Driverless vehicle technology wins this year’s Award for Innovation

July 3, 2017

Oxbotica – the dynamic, Oxford-based autonomous vehicle software company – was the winner of this year’s Barclays Award for Innovation at our Enterprise Awards in June. CEO Graeme Smith collected the prize at the gala dinner in Oxford (see photo above).

Oxbotica has developed an autonomous control system – called Selenium – that uses patented algorithms to help cars understand their immediate environment. It is not a driverless vehicle as such but the robotic brain that can run one. The technology can work on all things that move, whether it’s a forklift truck, warehouse robot or self-driving public transport vehicle. The system can be uploaded to standard vehicles and can operate on roads as well as pedestrianised areas. It has now been tested in both rural and urban areas in London, Oxford and Milton Keynes and can be used in a wide range of applications – warehousing, logistics, rail, transport and infrastructure management. Oxbotica is at the forefront of this disruptive technology and some say challenging the Silicon Valley tech giants. Take a peek at their YouTube video here.

A relatively new kid on the block, Oxbotica is a 2014 spin out from Oxford University’s internationally acclaimed Oxford Robotics Institute (ORI) – a recognised leader in the field of autonomous vehicles. It was co-founded by Oxford’s very own Paul Newman, Professor of Information Engineering and Professor Ingmar Posner, an Associate Professor in the same department. They met as research students at Oxford in 2003 and decided to pool their efforts to develop autonomous technology that could recognise location and surroundings. The resulting company, Oxbotica, was founded in 2014 and now has three offices across Oxfordshire, including a testing facility at Culham Science Park and a new office in Summertown. They bought in Dr Graeme Smith as CEO to run the day-to-day business. He led carmaker Ford’s telematics division and is an inventor himself.

The company now has a fleet of six autonomous vehicles and has just been awarded funding to lead a £13 million project, DRIVEN, that will see a fleet of autonomous vehicles driving between Oxford and London in 2019.  They will operate at level 4 autonomy – meaning they have the capability of performing safety-critical driving functions and monitoring roadway conditions for an entire trip with no passengers. This is a first: a trial of this level has never been attempted anywhere else in the world!

Oxbotica is also involved in providing the GATEway project in Greenwich with their cloud-hosted fleet management system, which includes the CargoPod – an autonomous last-mile delivery vehicle. And there’s more: off-road autonomous driving with Range Rover Evoque; autonomous forklift trucks in warehouses; software for survey and localisation companies and some of its positioning technology will be incorporated into the next European Mars Rover. How cool is that!

Oxbotica is shaping the future of driverless vehicles. It is companies like this that shine a light on Oxford and our vibrant innovation ecosystem, and means we can say “It all started in Oxford.” A deserving winner of this year’s Award for Innovation.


_Instructions for the task:_
Across the records that follow, count each line holding "Last", and write only the total.

======== Data to use ========

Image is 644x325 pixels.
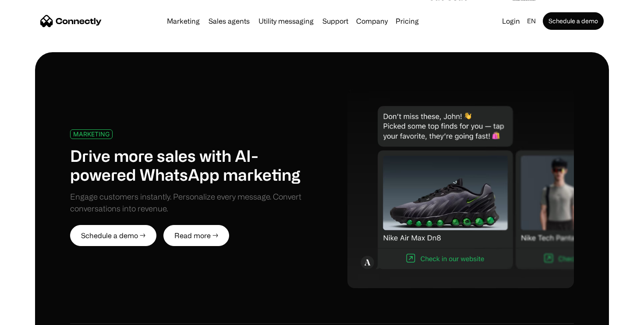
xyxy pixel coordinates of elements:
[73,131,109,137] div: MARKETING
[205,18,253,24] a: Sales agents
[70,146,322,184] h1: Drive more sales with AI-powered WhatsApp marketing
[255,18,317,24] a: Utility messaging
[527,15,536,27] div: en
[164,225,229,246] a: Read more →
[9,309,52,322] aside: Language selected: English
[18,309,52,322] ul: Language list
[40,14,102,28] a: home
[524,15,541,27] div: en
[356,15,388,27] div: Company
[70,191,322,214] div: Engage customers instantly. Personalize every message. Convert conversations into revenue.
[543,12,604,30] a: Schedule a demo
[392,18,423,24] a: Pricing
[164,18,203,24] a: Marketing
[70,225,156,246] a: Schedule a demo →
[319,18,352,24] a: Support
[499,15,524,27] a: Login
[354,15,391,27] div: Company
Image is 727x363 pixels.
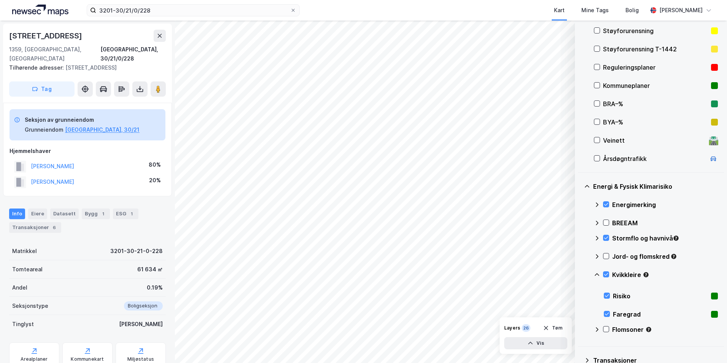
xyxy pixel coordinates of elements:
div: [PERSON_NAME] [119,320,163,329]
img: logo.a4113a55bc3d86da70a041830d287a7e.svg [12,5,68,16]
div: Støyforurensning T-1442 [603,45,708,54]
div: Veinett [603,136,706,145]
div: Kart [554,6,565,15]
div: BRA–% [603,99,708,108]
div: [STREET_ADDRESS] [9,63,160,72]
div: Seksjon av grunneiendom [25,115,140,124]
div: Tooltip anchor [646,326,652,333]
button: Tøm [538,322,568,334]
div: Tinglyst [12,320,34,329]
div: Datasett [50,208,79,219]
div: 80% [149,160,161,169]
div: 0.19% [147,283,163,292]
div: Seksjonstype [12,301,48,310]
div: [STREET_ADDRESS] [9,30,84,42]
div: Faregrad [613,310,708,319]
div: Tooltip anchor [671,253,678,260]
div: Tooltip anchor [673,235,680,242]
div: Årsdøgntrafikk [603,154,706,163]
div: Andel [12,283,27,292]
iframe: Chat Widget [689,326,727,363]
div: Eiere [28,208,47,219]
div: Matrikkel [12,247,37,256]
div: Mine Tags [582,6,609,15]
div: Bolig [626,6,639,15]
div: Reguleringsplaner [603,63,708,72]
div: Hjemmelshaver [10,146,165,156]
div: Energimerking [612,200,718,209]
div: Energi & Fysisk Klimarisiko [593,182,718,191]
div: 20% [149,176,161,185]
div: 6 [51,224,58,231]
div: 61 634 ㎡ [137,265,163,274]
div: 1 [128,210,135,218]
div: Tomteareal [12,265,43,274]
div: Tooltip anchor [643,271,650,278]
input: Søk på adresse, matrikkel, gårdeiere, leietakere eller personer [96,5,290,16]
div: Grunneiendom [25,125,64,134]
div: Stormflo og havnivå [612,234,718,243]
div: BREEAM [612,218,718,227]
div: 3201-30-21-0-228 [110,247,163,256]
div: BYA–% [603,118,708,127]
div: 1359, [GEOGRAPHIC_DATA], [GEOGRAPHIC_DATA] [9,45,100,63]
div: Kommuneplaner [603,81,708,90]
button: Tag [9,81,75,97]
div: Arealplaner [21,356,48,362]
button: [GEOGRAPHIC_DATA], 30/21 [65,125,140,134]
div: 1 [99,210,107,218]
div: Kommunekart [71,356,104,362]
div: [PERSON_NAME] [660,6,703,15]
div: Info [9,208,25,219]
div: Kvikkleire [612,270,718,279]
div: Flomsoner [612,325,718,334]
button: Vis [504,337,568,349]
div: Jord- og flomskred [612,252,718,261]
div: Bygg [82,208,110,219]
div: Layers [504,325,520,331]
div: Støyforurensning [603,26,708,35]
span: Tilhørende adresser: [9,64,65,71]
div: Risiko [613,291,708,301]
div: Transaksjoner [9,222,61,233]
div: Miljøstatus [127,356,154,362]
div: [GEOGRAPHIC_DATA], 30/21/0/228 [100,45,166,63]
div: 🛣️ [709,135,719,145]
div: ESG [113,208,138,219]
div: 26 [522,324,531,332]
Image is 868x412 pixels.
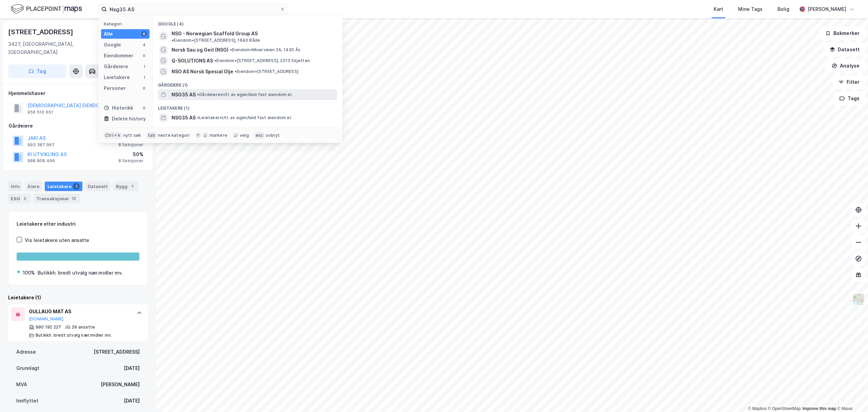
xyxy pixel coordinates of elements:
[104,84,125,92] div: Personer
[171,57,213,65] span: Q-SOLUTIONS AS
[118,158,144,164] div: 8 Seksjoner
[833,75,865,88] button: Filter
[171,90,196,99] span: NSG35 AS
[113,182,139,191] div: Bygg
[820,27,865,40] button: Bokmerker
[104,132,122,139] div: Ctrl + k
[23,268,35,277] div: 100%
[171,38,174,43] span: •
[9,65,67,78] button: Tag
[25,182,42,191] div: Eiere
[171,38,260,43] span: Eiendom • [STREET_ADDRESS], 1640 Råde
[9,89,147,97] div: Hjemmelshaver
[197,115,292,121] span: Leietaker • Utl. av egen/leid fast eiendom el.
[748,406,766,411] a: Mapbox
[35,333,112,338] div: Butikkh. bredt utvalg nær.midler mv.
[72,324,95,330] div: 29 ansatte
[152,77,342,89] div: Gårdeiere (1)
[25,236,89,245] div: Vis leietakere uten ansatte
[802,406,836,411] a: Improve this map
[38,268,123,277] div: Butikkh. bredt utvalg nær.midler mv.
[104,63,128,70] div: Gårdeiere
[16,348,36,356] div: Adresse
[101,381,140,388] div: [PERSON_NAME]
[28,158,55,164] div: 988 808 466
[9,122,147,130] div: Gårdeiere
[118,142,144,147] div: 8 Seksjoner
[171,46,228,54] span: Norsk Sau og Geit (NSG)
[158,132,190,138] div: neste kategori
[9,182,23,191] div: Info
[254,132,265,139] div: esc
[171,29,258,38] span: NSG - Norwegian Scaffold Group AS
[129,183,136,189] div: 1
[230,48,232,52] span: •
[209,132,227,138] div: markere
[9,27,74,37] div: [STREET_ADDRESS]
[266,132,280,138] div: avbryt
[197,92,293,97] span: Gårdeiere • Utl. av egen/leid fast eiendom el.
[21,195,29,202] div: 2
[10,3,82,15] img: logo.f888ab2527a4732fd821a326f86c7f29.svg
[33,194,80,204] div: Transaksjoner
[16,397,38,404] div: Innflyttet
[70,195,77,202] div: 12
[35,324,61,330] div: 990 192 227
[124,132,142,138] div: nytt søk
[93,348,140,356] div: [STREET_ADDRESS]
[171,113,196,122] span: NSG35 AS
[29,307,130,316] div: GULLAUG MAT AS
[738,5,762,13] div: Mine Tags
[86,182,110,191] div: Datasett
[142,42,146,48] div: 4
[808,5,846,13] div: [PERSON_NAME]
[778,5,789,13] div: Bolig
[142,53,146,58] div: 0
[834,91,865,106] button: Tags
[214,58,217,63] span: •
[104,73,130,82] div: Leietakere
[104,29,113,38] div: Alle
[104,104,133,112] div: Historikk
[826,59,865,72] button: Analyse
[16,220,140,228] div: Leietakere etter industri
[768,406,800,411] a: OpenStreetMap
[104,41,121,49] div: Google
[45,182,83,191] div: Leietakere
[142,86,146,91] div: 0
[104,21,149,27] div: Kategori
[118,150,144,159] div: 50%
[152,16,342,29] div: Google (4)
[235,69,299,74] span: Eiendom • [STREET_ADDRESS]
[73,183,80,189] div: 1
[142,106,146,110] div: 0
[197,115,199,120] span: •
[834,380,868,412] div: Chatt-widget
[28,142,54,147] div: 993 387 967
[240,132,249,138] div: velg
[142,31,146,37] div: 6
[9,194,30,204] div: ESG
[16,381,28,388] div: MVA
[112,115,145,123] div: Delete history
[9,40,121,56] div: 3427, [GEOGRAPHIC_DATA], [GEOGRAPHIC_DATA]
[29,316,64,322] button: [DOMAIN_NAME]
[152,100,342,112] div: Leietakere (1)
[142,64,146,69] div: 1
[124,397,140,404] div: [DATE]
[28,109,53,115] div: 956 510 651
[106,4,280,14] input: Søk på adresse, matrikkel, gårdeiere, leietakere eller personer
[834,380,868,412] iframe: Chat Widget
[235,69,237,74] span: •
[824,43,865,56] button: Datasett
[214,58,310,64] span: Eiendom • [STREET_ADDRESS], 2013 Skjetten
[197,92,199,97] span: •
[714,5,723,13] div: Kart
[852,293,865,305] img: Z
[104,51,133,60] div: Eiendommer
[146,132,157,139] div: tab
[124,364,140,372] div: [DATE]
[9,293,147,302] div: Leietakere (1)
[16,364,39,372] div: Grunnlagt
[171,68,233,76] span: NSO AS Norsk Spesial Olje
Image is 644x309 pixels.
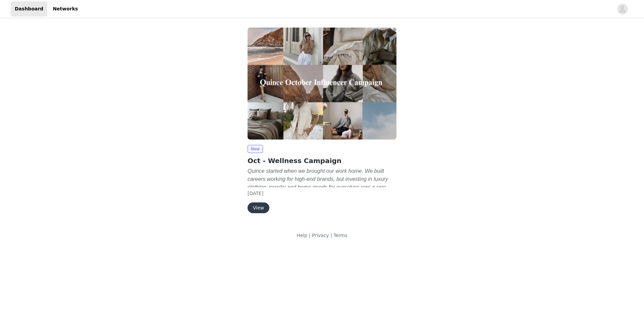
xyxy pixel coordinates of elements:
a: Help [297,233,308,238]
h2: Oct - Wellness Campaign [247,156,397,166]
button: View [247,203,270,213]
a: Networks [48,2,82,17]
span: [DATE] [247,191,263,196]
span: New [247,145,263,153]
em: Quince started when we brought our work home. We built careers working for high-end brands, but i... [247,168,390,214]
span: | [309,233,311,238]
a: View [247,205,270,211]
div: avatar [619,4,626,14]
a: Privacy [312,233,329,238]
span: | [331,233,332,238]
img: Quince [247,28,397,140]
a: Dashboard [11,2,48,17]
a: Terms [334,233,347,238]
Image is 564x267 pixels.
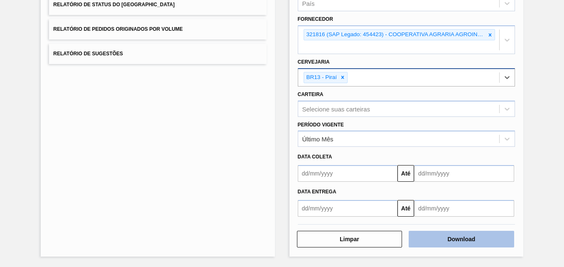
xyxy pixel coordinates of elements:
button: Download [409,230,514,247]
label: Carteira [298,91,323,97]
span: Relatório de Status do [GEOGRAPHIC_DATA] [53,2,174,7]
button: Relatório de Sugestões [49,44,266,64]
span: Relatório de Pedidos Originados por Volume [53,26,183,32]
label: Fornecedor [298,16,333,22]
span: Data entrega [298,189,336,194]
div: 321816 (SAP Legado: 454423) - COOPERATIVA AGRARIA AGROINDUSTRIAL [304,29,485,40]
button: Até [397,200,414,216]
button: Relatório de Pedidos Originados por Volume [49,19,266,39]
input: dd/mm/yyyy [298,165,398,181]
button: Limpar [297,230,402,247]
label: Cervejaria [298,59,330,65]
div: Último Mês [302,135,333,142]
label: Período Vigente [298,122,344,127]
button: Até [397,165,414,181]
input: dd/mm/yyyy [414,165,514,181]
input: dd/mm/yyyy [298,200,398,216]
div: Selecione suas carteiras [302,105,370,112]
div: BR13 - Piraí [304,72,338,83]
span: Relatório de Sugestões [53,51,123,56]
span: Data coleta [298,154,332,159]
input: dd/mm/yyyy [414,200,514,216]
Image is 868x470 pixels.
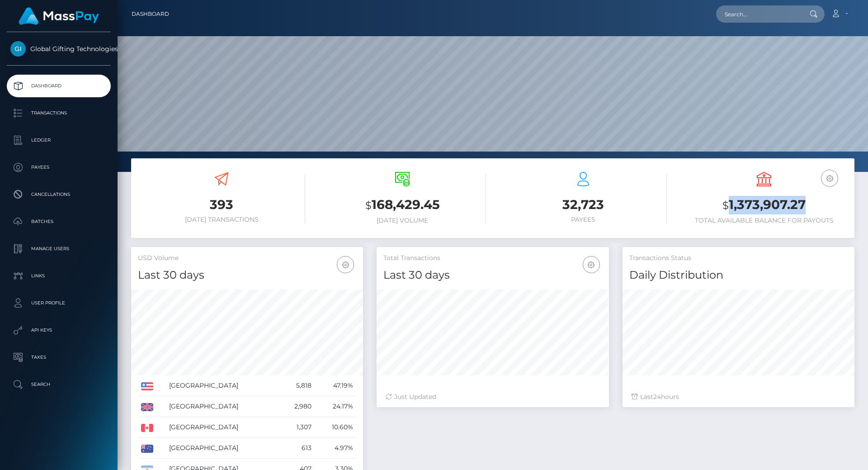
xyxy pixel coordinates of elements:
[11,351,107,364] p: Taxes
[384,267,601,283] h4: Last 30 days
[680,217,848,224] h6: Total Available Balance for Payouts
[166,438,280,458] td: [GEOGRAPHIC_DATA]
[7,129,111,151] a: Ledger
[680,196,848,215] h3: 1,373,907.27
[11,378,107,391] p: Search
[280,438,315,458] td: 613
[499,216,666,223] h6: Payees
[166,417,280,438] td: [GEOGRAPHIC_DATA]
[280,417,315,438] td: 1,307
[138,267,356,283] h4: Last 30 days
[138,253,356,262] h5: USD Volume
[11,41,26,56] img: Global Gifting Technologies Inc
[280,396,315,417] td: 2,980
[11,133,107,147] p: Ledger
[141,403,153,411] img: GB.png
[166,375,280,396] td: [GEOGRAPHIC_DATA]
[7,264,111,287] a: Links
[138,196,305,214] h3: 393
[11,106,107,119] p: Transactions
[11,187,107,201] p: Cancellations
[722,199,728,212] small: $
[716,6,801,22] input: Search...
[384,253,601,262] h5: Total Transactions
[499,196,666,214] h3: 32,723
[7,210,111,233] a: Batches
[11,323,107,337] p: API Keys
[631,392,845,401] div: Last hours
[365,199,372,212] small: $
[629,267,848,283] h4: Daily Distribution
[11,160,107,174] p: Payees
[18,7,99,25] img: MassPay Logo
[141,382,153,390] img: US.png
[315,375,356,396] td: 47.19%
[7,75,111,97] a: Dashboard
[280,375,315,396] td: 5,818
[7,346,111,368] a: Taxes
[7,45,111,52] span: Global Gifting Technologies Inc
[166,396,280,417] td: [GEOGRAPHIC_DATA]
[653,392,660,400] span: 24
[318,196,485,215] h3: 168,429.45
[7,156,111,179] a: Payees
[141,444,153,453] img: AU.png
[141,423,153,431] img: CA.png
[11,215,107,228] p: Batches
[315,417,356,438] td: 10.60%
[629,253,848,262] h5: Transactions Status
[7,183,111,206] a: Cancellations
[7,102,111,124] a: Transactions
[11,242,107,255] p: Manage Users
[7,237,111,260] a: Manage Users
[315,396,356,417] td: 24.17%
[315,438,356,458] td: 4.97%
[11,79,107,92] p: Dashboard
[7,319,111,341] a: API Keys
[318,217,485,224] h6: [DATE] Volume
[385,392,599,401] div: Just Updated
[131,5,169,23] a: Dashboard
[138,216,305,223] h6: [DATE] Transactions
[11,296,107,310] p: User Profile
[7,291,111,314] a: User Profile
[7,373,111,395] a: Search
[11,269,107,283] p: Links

========

_Expected answer:_
3